Chinese Spies Accused of Stealing US Trade Secrets
The five Chinese military personnel charged with cyber-espionage and stealing sensitive trade secrets from US companies. FBI

The Chinese government has issued a strongly-worded criticism of the indictments laid against five military personnel for stealing trade secrets from US companies - accusing the US government of being "deceitful" and employing double standards.

On Monday, US attorney general Eric Holder revealed that five Chinese military officials had been charged with offences relating to computer hacking and economic espionage directed at six American companies involved in the nuclear power, metals and solar products industries.

On Tuesday, the Ministry of Defence in China published a strongly-worded reaction to the indictments against its personnel, expressing "strong indignation and resolute opposition."

The statement denied any involvement by the Chinese government or military in stealing trade secrets from US companies:

"China's position on the issue of network security is consistent and clear.

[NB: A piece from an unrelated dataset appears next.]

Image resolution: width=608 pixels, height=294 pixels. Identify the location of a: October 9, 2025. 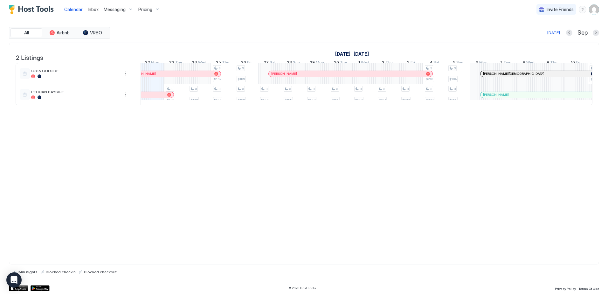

China is a staunch defenders of network security, the Chinese government and the army never engaged or were involved in any theft of trade secrets by network activity."

Deceitful nature

The statement accuses the US of double standards when it comes to accusing other countries of spying on them, listing Wikileaks and Edward Snowden as examples of when the US has been shown to be monitoring other countries.

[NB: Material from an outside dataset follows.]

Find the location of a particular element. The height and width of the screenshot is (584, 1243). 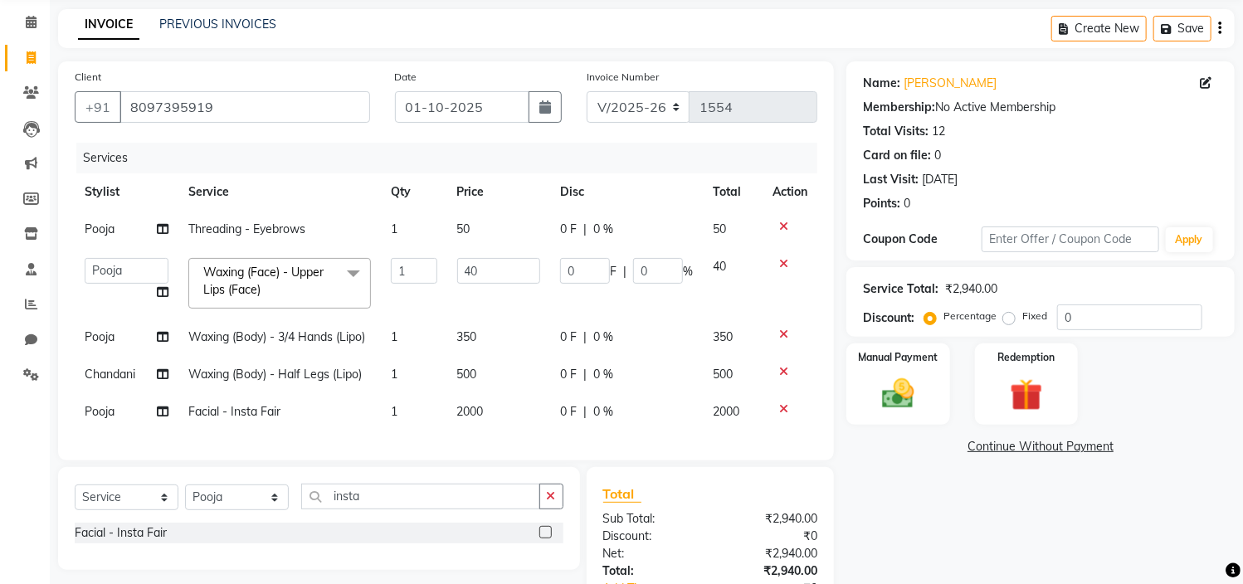

th: Disc is located at coordinates (626, 192).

"The US' deceitful nature and its practice of double standards when it comes to cyber security have long been exposed, from the Wikileaks incident to the Edward Snowden affair" the statement reads.

While the US openly admits to carrying out cyber-espionage, it says that it does not steal trade secrets from companies in other countries and pass that information on to companies in the US - which is what it has accused China of doing.

In March German newspaper Der Spiegel revealed the NSA had been monitoring high level communications between executives at Chinese company Huawei, which makes a large percentage of the world's networking equipment.

Healthy, stable and reliable

China has accused the US of breaking the trust which had been established between the two countries during recent talks, with the US breaking their "commitment to building healthy, stable, and reliable military relations".

The Chinese Assistant Foreign Minister Zheng Zeguang has lodged a "solemn representation" with US ambassador Max Baucus following the indictments being handed down.

The five personnel were all accused of being part of the infamous Unit 61398 of the Third Department of the Chinese People's Liberation Army (PLA) which was first uncovered in a report from security firm Mandiant in early 2013.

The report said the group had been infiltrated over 140 companies - mostly in the US - for the last seven years.

On Tuesday the state-run Xinhua News Agency reported that in a three-month period this year a total of 1.18 million computers in China were directly controlled by 2,077 machines in the United States via Trojan horse or zombie malware - a fact alluded to in the Ministry of Defence statement.